Tuesday, February 25, 2020

Terra Incognita: Untangling the Le Conte name

On this 1863 map, Mount Le Conte was still labeled as Bullhead. The name is hard to read over the terrain. Look closely above the K in SMOKY. The names for Clingmans Dome, Mount Mingus, Mount Guyot, Laurel Top, Snow Bird Mountain, and Max Patch were already settled by this time.

Joseph Le Conte in 1875
 When Marty Polk signed in at LeConte Lodge on Oct. 2, 2019, she left an intriguing comment in the logbook, identifying herself as a "distant niece of Joseph Le Conte."
 Joseph Le Conte was the namesake of Mount Le Conte, according to the U.S. Board on Geographic Names. However, he made no such claim in his autobiography, which casts doubts on the the government registry. We know that Joseph was not shy about putting his name on mountains, because his book uses the caption Le Conte Dome for Yosemite's South Dome, which is now known as Mount Starr King. (Thomas Starr King was a Unitarian preacher who was instrumental in the movement to establish Yosemite National Park.)
 The Tennessee mountain we call Le Conte was known as Walasi'yi or Mylegony to the Cherokee and Bullhead to early settlers, until Princeton professor Arnold Guyot renamed it sometime after his 1859 and 1860 expeditions to measure the Great Smoky Mountains. In hindsight, it appears that Guyot intended to honor Joseph's older brother, Professor John Le Conte. See this footnote by Ken Wise in the book Terra Incognita: An Annotated Bibliography of the Great Smoky Mountains.
While Guyot, Samuel Buckley, and Gen. Thomas Clingman explored the mountaintops of the Smokies, the scientifically trained Le Conte brothers were supposedly responsible for monitoring a stationary barometer in Waynesville, N.C., that was used to calibrate the summit measurements. 
 Apparently, Joseph was elsewhere. In his autobiography, Joseph never mentions Waynesville, Bullhead, nor the expeditions of Guyot, Buckley, and Clingman. He respected Professor Guyot on an academic level and described him as "a lifelong friend," so if he had been involved in this project, he certainly would have mentioned it. 
 In 1858, at age 35, Joseph wrote that he climbed "Black Mountain (Mount Mitchell)*, the highest peak in the Appalachians, 6,710 feet high." If it was a clear day, he might have seen Bullhead 66 miles west. If not, then he probably never laid eyes on the mountain that made him famous. Since he spent the summer of 1858 in the N.C. mountains, it is possible that he had a role in Buckley's survey, which measured Bullhead at 6,670 feet.
John Le Conte
 In 1859, Guyot measured Bullhead at 6,613, missing the modern standard of 6,593 by just 20 feet. Meanwhile, Joseph Le Conte said he spent most of that year in Columbia, S.C.
 The Le Conte brothers were from a Hugenot family who fled from France because of religious persecution. John Le Conte (1818-1891) and Joseph Le Conte (1823-1901) were raised on a rice plantation in coastal Georgia. Both graduated from Franklin College (the forerunner of the University of Georgia) and earned MD's in New York. They taught at South Carolina College during the Civil War era and moved west in 1869, when John became the first president of the University of California.
 Joseph became a professor of geology and was a charter member of the Sierra Club along with his friend John Muir. You'll find Joseph's name on 13,930-foot Mount Le Conte in California, the Le Conte Glacier in Alaska, and Le Conte Falls in Yosemite. Because he was a slaveowner, his name was removed in 2016 from Yosemite's Le Conte Memorial Lodge (now known as the Yosemite Conservation Heritage Center.
 His son Joseph Nisbet Le Conte (1870-1950) succeeded Muir as president of the Sierra Club in 1915 and was noted for his maps and photographs, which caught the eye of Ansel Adams.

Le Conte means "the tale." The Le Conte brothers usually spelled their name with a space, which is how Mount Le Conte is labeled on USGS topographic maps and registered with the U.S. Board on Geographic Names. However, the space is often omitted in modern usage, such as the name of Tennessee's LeConte Lodge. I've chosen to keep the space in the name of this blog.

* The name of Mount Mitchell was not settled until after Dr. Elisha Mitchell was buried on the summit in 1858. The official elevation is now 6,684 feet. Dr. Mitchell measured it in 1835 at 6,476—proving that North Carolina outranked New Hampshire (Mount Washington was listed as 6,234 then and 6,288 now) as the highest point in the eastern U.S.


> _REQUIRED ACTION_
Everything in the records must be copied exactly except the pictures.

> _GIVEN DATA_
-------------------------

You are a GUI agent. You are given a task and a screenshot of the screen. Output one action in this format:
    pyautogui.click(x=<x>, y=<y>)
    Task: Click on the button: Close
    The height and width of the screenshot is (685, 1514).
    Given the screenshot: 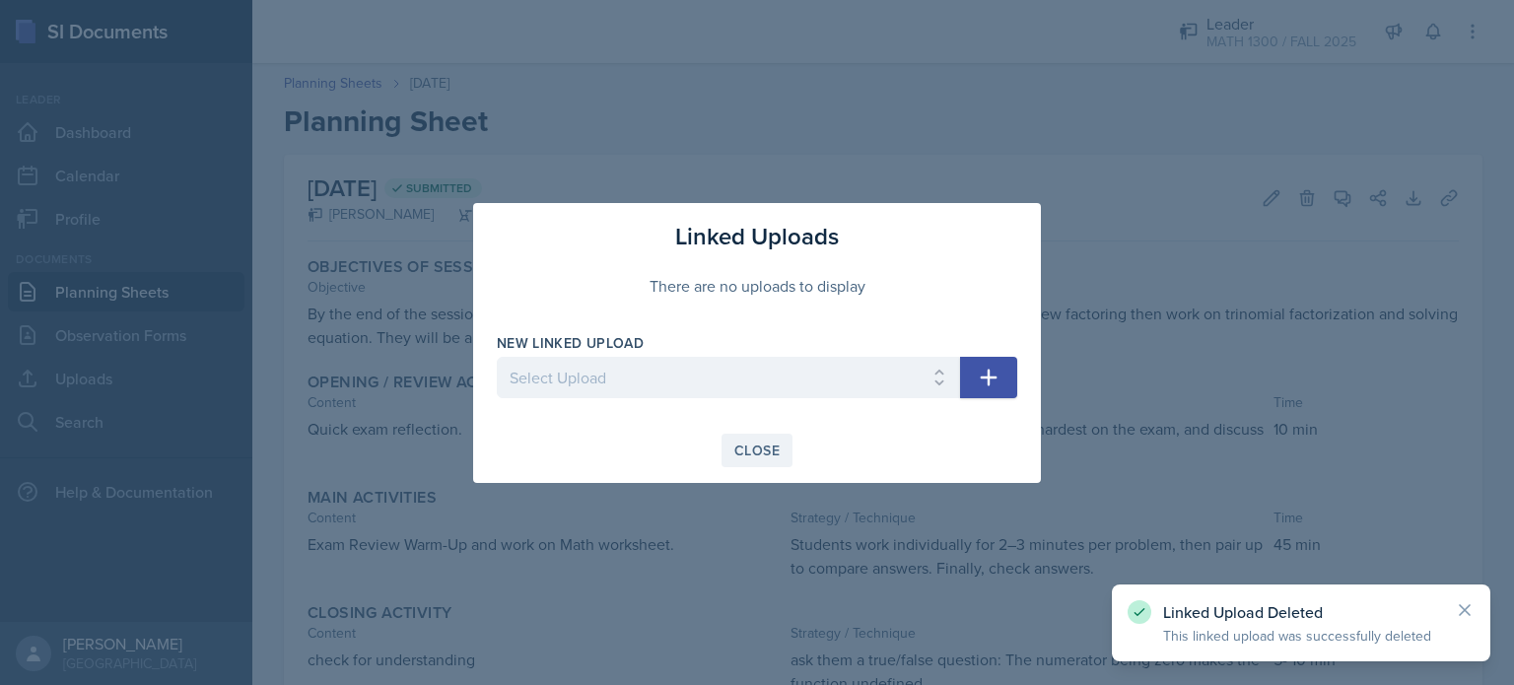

-------------------------

> _RESPONSE FOR THIS EXERCISE_
You are a GUI agent. You are given a task and a screenshot of the screen. Output one action in this format:
    pyautogui.click(x=<x>, y=<y>)
    Task: Click on the button: Close
    The height and width of the screenshot is (685, 1514).
    Given the screenshot: 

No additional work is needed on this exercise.